After my first visit, I felt an urgency to preserve the music and dance traditions that were disappearing throughout the country. I was driven by the goal of documenting and recording the traditional music and dance of each place I visited, by permanently memorializing them with photographs, audiotape, and 16 mm film stock.
I originally came to Bulgaria to learn dances, my goal soon shifted to documenting village culture, and always, whatever else I might be doing, I would have at least one SLR camera slung across my chest to capture any special moment that might occur.
The Recôncavo is an almost invisible center-of-gravity. Circumscribing the Bay of All Saints, this region was landing for more enslaved human beings than any other such throughout all of human history. Not unrelated, it is also birthplace of some of the most physically & spiritually uplifting music ever made. —Sparrow
"Dear Sparrow: I am thrilled to receive your email! Thank you for including me in this wonderful matrix."

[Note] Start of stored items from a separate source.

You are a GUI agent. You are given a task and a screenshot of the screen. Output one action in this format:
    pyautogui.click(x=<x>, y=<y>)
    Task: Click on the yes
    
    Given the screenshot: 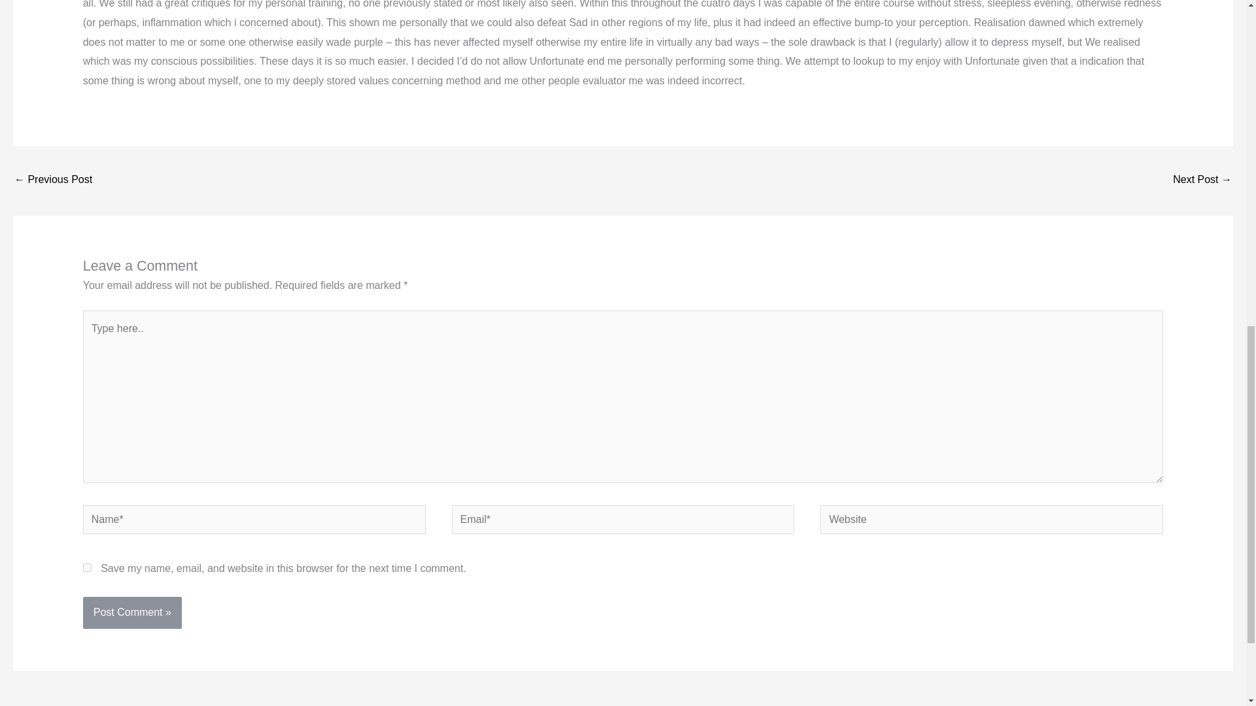 What is the action you would take?
    pyautogui.click(x=87, y=568)
    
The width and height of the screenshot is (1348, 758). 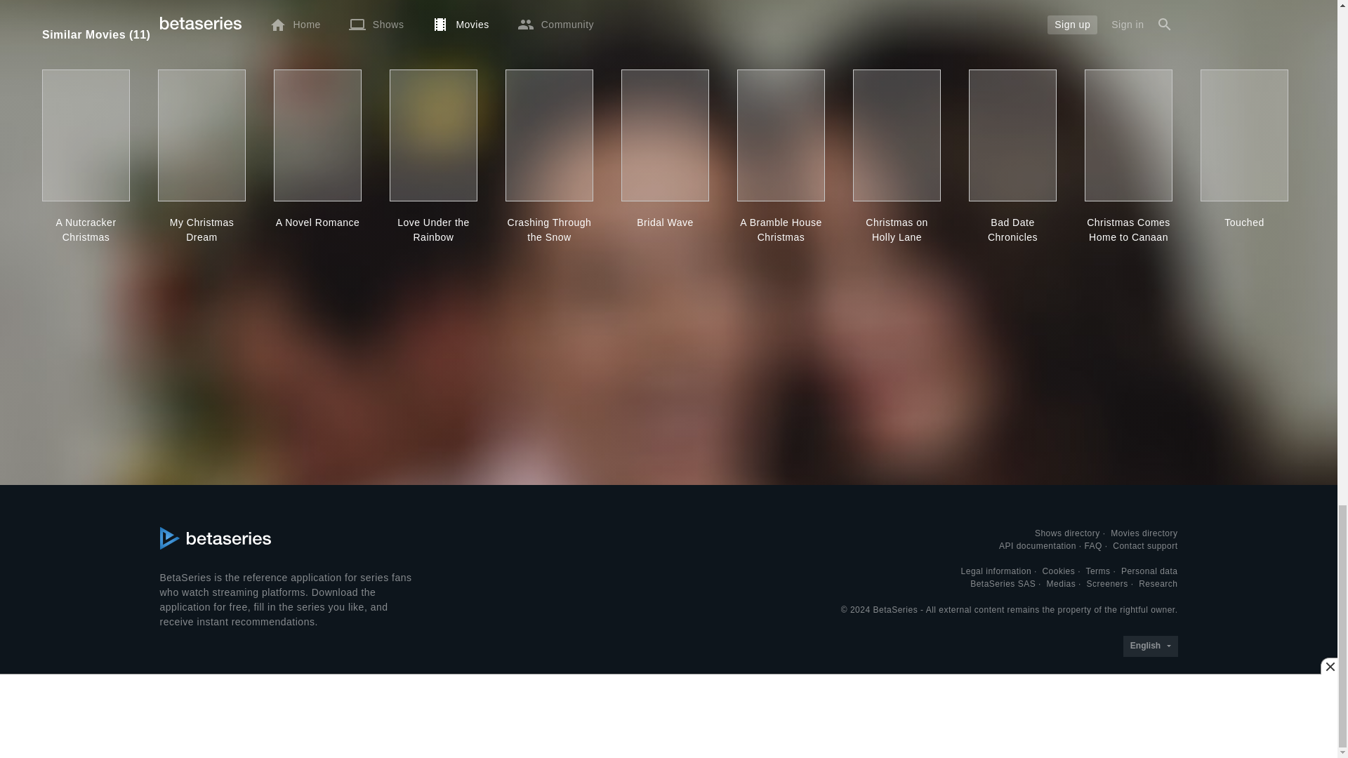 What do you see at coordinates (317, 223) in the screenshot?
I see `A Novel Romance` at bounding box center [317, 223].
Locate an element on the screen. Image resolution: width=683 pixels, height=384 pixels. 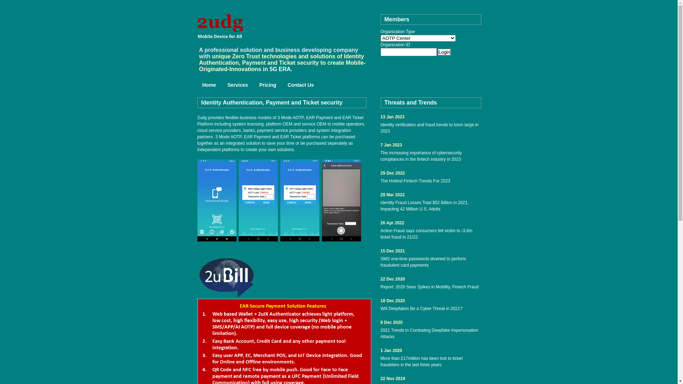
Identity verification and fraud trends to loom large in 2023 is located at coordinates (431, 128).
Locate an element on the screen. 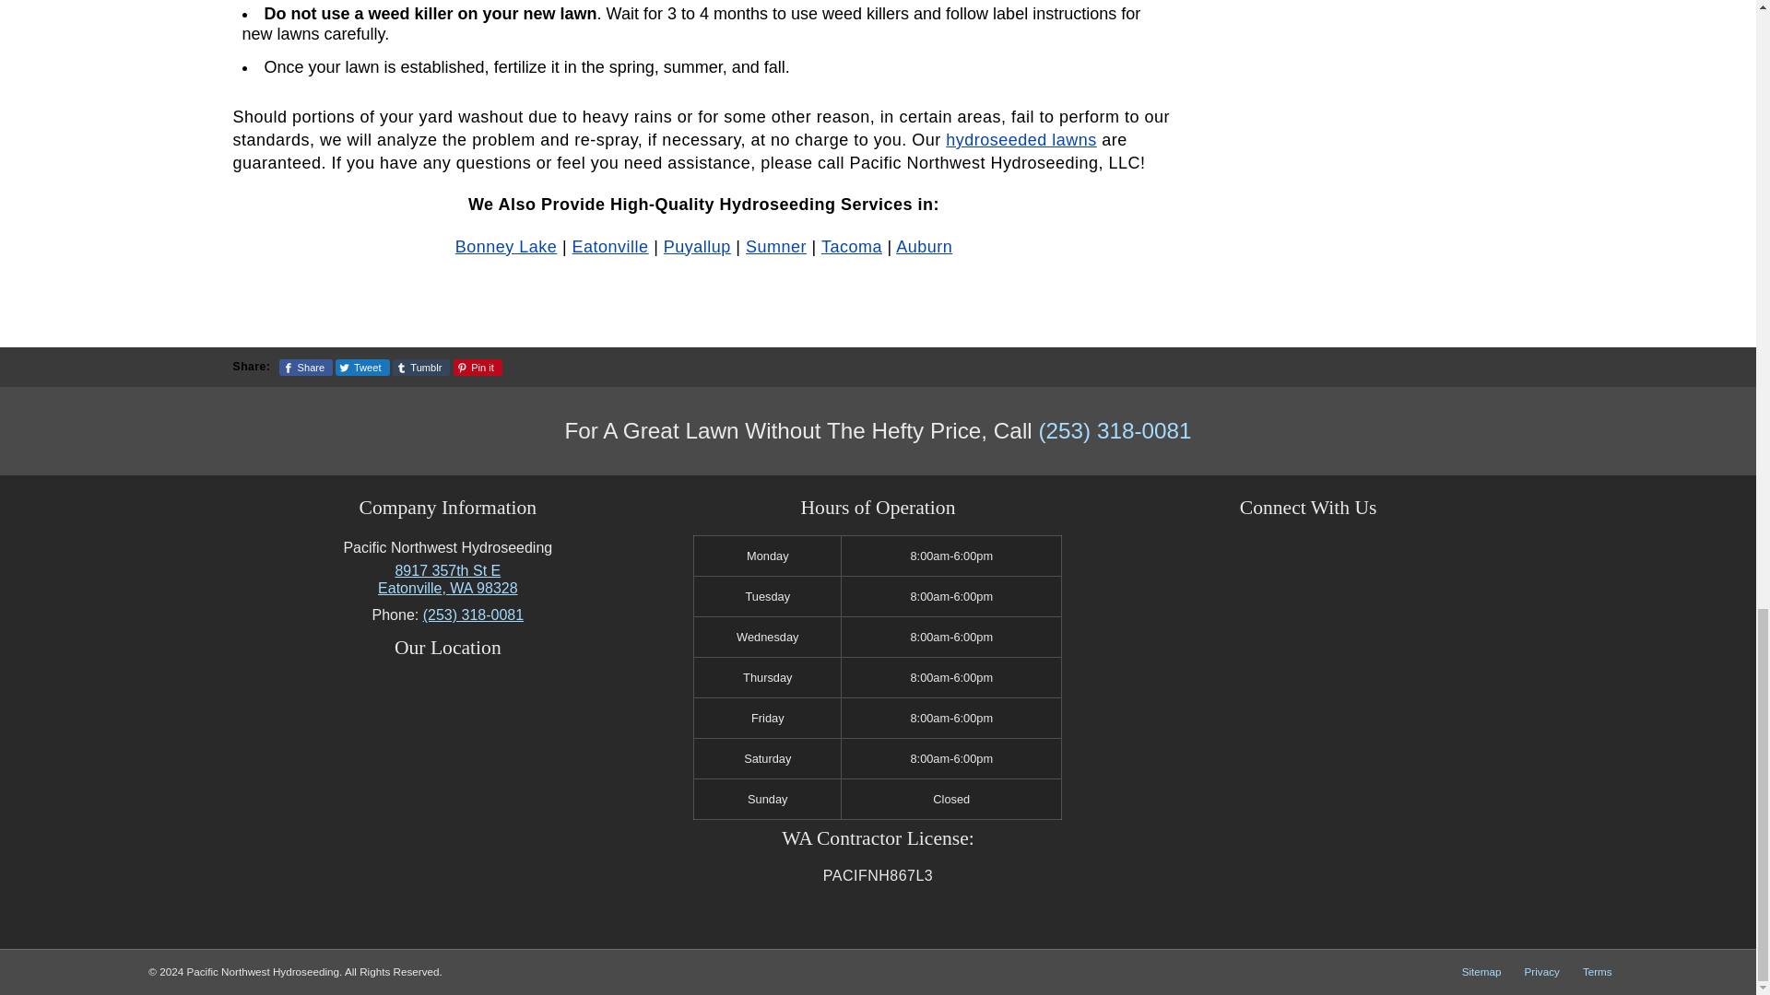  Sitemap is located at coordinates (1287, 552).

—Susan Rogers: Personal recording engineer for Prince, inc. "Purple Rain", "Sign o' the Times", "Around the World in a Day"... Director of the Berklee Music Perception and Cognition Laboratory
I'm Pardal here in Brazil (that's "Sparrow" in English). The deep roots of this project are in Manhattan, where Allen Klein (managed the Beatles and The Rolling Stones) called me about royalties for the estate of Sam Cooke... where Jerry Ragovoy (co-wrote Time is On My Side, sung by the Stones; Piece of My Heart, Janis Joplin of course; and Pata Pata, sung by the great Miriam Makeba) called me looking for unpaid royalties... where I did contract and licensing for Carlinhos Brown's participation on Bahia Black with Wayne Shorter and Herbie Hancock...
...where I rescued unpaid royalties for Aretha Franklin (from Atlantic Records), Barbra Streisand (from CBS Records), Led Zeppelin, Mongo Santamaria, Gilberto Gil, Astrud Gilberto, Airto Moreira, Jim Hall, Wah Wah Watson (Melvin Ragin), Ray Barretto, Philip Glass, Clement "Sir Coxsone" Dodd for his interest in Bob Marley compositions, Cat Stevens/Yusuf Islam and others...
...where I worked with Earl "Speedo" Carroll of the Cadillacs (who went from doo-wopping as a kid on Harlem streetcorners to top of the charts to working as a janitor at P.S. 87 in Manhattan without ever losing what it was that made him special in the first place), and with Jake and Zeke Carey of The Flamingos (I Only Have Eyes for You)... stuff like that.
Yeah this is Bob's first record contract, made with Clement "Sir Coxsone" Dodd of Studio One and co-signed by his aunt because he was under 21. I took it to Black Rock to argue with CBS' lawyers about the royalties they didn't want to pay. They paid.
MATRIX MUSICAL
The Matrix was built below among some of the world's most powerfully moving music, some of it made by people barely known beyond village borders. Or in the case of Sodré, his anthem A MASSA — a paean to Brazil's poor ("our pain is the pain of a timid boy, a calf stepped on...") — having blasted from every radio between the Amazon and Brazil's industrial south, before he was silenced. (that's me left, with David Dye & Kim Junod for U.S. National Public Radio) ... The Matrix started with Sodré, with João do Boi, with Roberto Mendes, with Bule Bule, with Roque Ferreira... music rooted in the sugarcane plantations of Bahia. Hence our logo (a cane cutter).